Saturday, 6 June 2026

Daredevil: Born Again - Season 1

Matt Murdock hangs up the mantle of Daredevil after a personal tragedy and so he can focus on his work as an attorney in New York City. The unexpected election of convicted ex-convict and former crime lord Wilson Fisk to the position of Mayor brings Murdock - and Daredevil - back into play.


The Netflix-Marvel collaborative series Daredevil (2015-18) was a huge success, a premium TV show featuring one of Marvel's most interesting and conflicted characters. Superb casting, including for-the-ages performances from Vincent D'Onofrio, Charlie Cox, Jon Bernthal and Deborah Ann Woll, rewarded it with a committed fanbase and a whole slew of spin-off shows, including Jessica Jones, Luke Cage, Iron Fist and team-up mini-series The Defenders, though the quality of these shows became increasingly questionable. With Marvel's parent company Disney launching a rival streaming platform, these shows entered a canonical limbo, with Disney reluctant to commit to them being official in the Marvel Cinematic Universe even after they regained the rights to air the shows on Disney+ and started using Cox and D'Onofrio in other projects.

Daredevil: Born Again, insanely, started off as a reboot of the previous show using some of the same actors (but randomly recasting others) in a new continuity. Fortunately, sanity prevailed and the entire Marvel-Netflixverse was moved into the mainline MCU canon. Less fortunately, this decision was made only some time into the show's production, resulting in substantial reshoots, some actors replaced by their original counterparts and a lot of work needing to be done to have the resulting story make sense.

Your view of Born Again's first season will likely depend on your appreciation for the above. On the one hand, that the season is as cohesive and well-acted as it is, is nothing short of miraculous. On the other, there's a distinctly off-kilter feeling in the season as it moves between newly-shot material (mostly book-ending the season) and trying to incorporate the original concept of a more episodic series with stand-alone cases. In practice this really only survives with an episode about Murdock trapped in a bank (without his  Daredevil gear) during a robbery, which ironically might be the best episode of the season. Other storylines feel a bit all over the place, with Vanessa Fisk's infidelity feeling particularly like a storyline that eats up time without bringing much of value to the series.

The disjointedness can also be found in the casting: Deborah Ann Woll's Karen Page is the heart, soul and sometimes common sense of the series, but she spends most of the season benched in San Francisco. Jon Bernthal's Punisher also makes a welcome return, but has little to do. More successful is the introduction of serial killer Muse and his pursuit of therapist Heather Glenn (Murdock's love interest for the season), resulting in a morally murky, emotionally conflicted storyline that is quite successful.

Elsewhere the season's biggest success is Wilson Fisk. That Vincent D'Onofrio has made this character his own, imbuing him with menace but also a rough charm and a romantic (ish) heart, was well-established a decade ago. Here he has to play Fisk with restraint and political savvy, as his go-to solutions of violence and terror may have worked as Kingpin, but cannot fly as Mayor. There's a whole bunch of subplots about Fisk's staff, who are won over by his charm but also scared of his reputation, which work surprisingly well. Putting constraints around Fisk and watching him try to operate within those constraints is a clever move which helps overcome the vague feeling that Marvel know what they have here and are risking over-using it (a much bigger problem in the subsequent season).

The integration of the sub-franchise into the wider MCU is also a mixed bag. Bringing in characters like Swordsman and Ms. Marvel's family are interesting moves, but with the show now fully integrated into the wider universe, questions like, "where the hell is Spider-Man?" (especially since Murdock met Parker in the last movie) feel more germane than they were during the original show, without many good answers.

The season finale is pretty strong, seeing Fisk finally deciding how he is going to use his newfound status and power, and Murdock calling on his full array of allies for help, setting up a potentially more interesting second season.

Daredevil: Born Again's first season (***½) is not the slam-dunk, home run fans of the Netflix original series may have been hoping for, with some messy pacing and side-plots that don't feel well-developed. That a large chunk of the original cast is missing is also frustrating. But some of the new characters are interesting, D'Onofrio and Cox's formidable charisma are always fun to watch on-screen and some great groundwork is laid for future seasons. The season is available on Disney+ now.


* EXERCISE *
The answer must be a bare number: the count of lines below that contain "Internationally".

* SUPPLIED MATERIAL *

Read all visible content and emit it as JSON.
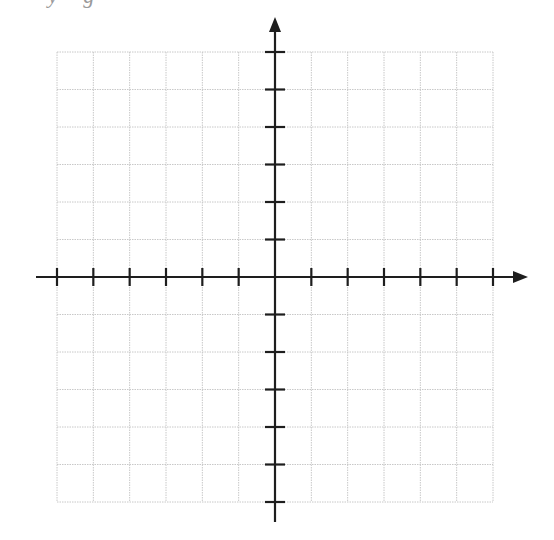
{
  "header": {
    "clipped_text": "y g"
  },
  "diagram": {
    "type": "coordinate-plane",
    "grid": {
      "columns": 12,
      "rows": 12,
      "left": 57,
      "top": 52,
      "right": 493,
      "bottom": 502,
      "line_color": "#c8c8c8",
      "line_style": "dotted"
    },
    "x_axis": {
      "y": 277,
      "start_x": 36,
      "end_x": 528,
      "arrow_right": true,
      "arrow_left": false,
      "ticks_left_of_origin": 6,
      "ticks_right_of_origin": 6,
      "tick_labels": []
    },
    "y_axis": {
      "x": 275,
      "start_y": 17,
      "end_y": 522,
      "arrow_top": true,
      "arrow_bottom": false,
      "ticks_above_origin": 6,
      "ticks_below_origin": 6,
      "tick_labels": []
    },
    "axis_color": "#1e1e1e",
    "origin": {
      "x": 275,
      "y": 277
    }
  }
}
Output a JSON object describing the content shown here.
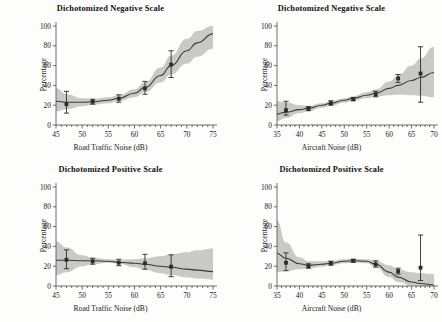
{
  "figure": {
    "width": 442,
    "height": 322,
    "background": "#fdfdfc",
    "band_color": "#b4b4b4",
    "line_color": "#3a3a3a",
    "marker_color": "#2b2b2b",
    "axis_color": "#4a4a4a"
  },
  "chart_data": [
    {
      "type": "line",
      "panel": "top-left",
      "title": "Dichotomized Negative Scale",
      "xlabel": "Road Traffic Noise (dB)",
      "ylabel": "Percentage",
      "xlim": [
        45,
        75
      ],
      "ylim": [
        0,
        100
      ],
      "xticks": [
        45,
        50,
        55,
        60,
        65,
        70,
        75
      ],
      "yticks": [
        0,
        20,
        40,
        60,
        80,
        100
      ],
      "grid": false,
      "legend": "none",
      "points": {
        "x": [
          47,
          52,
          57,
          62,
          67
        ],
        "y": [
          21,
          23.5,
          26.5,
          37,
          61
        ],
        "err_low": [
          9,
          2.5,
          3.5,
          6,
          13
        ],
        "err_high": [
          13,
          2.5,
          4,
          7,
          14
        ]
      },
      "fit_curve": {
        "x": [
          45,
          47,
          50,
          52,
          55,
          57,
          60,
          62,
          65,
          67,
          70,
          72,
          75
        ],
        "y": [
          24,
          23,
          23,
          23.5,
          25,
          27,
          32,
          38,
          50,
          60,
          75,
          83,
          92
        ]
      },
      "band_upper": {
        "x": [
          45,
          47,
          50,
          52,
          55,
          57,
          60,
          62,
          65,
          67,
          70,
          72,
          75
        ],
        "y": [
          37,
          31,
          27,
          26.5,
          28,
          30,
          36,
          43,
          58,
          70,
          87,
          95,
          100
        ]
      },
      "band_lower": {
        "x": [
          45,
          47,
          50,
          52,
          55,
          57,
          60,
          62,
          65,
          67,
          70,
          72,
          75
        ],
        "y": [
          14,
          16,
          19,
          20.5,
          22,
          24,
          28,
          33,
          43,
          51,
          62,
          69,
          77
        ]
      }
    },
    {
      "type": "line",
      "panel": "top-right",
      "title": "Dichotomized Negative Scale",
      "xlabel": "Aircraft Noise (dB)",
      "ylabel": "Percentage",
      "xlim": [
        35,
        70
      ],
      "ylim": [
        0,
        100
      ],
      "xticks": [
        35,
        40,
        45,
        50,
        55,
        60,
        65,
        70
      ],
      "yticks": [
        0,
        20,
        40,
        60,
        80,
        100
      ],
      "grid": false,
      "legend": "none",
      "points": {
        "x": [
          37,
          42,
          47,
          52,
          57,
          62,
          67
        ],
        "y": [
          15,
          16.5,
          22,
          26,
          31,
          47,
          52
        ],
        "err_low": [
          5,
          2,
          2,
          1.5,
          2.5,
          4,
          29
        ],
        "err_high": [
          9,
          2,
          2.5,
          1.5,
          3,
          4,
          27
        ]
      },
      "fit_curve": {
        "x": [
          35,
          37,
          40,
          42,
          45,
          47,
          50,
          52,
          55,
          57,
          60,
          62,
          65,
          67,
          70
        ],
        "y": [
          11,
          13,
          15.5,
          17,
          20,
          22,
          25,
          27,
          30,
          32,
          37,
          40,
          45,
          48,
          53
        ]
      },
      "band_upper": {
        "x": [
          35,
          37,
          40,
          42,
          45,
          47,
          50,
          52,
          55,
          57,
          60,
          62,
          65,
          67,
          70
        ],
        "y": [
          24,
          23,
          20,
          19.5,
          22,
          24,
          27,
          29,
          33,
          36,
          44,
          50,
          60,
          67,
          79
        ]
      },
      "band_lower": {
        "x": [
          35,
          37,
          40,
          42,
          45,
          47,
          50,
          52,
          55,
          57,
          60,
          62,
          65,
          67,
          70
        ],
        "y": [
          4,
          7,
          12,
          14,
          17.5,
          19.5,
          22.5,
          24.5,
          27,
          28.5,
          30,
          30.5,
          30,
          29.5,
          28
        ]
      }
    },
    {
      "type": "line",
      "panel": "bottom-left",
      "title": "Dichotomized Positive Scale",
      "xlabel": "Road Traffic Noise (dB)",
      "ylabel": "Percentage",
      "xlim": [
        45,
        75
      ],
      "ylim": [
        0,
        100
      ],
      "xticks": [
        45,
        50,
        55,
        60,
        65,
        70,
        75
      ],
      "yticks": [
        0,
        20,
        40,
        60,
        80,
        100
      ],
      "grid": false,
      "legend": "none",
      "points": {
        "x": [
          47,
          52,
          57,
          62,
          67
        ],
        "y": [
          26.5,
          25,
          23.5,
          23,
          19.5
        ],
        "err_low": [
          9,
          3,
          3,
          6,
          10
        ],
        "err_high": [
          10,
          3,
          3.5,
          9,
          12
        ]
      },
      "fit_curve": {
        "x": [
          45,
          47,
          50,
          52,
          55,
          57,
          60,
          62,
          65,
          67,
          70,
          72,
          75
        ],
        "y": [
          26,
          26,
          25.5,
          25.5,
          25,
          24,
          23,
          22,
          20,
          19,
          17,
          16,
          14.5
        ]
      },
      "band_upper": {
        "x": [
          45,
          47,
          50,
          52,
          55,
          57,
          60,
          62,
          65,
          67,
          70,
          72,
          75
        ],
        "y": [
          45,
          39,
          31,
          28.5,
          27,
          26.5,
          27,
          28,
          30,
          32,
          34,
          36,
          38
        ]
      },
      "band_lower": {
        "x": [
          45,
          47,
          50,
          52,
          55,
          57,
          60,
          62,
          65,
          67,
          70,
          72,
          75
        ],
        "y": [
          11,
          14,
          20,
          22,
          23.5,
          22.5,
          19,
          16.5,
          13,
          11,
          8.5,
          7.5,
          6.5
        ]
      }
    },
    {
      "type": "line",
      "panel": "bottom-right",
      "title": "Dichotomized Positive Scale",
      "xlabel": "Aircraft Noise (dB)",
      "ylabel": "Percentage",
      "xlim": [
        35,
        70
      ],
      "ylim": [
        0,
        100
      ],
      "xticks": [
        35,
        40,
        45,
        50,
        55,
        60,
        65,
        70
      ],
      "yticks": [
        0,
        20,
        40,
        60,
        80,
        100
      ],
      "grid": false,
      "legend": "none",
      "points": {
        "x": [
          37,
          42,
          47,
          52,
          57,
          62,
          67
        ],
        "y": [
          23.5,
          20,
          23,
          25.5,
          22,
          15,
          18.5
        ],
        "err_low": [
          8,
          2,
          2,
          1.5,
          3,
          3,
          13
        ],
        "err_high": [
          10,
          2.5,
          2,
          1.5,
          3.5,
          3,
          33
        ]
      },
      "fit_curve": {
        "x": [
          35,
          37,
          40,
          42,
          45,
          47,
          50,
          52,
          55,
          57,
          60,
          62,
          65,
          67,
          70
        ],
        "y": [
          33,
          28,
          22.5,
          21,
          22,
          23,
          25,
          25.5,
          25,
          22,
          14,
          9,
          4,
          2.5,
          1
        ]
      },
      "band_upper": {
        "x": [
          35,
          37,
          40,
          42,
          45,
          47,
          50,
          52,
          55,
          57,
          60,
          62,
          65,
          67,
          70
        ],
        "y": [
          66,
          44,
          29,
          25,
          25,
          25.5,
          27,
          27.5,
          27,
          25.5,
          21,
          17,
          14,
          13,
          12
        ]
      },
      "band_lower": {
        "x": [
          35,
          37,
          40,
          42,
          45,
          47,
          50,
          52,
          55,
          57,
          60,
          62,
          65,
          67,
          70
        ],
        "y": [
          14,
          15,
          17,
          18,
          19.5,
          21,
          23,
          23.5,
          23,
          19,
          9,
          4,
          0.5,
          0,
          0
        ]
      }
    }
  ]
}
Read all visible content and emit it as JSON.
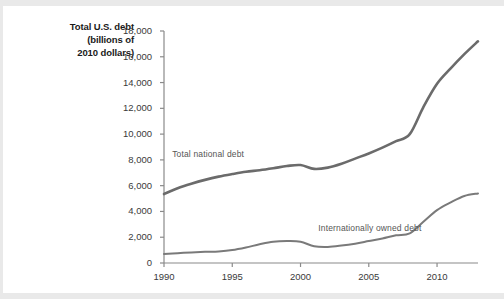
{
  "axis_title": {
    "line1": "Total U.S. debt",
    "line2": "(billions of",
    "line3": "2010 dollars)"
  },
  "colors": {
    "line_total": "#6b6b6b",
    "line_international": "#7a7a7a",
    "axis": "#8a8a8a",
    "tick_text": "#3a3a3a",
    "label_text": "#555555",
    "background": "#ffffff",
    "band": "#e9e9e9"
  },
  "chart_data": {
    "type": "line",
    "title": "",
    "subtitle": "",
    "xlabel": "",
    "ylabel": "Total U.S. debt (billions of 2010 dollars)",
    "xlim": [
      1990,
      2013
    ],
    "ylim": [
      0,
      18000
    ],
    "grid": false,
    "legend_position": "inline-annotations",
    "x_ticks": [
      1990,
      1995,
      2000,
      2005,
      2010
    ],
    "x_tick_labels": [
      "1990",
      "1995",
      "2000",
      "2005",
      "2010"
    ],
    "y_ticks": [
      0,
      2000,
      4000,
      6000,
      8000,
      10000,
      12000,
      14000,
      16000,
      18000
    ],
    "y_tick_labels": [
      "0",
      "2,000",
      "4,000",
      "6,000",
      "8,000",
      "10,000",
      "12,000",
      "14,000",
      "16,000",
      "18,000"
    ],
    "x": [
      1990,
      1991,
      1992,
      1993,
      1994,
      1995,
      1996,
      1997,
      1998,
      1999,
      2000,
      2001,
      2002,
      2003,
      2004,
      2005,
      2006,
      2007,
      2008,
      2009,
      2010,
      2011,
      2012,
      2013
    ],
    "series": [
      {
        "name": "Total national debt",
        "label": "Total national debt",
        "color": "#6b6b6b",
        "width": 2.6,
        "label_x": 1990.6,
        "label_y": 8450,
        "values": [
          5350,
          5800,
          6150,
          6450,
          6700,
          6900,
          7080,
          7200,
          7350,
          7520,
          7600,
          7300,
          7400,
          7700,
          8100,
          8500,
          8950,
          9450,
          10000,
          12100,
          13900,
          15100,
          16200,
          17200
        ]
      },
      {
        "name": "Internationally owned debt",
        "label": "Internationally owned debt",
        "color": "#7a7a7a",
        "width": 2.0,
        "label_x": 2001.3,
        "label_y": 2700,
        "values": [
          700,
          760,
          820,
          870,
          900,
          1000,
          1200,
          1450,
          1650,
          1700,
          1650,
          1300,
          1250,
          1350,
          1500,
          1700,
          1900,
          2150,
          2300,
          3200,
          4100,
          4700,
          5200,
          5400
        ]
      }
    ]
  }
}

* ANSWER TO THIS PROBLEM *
2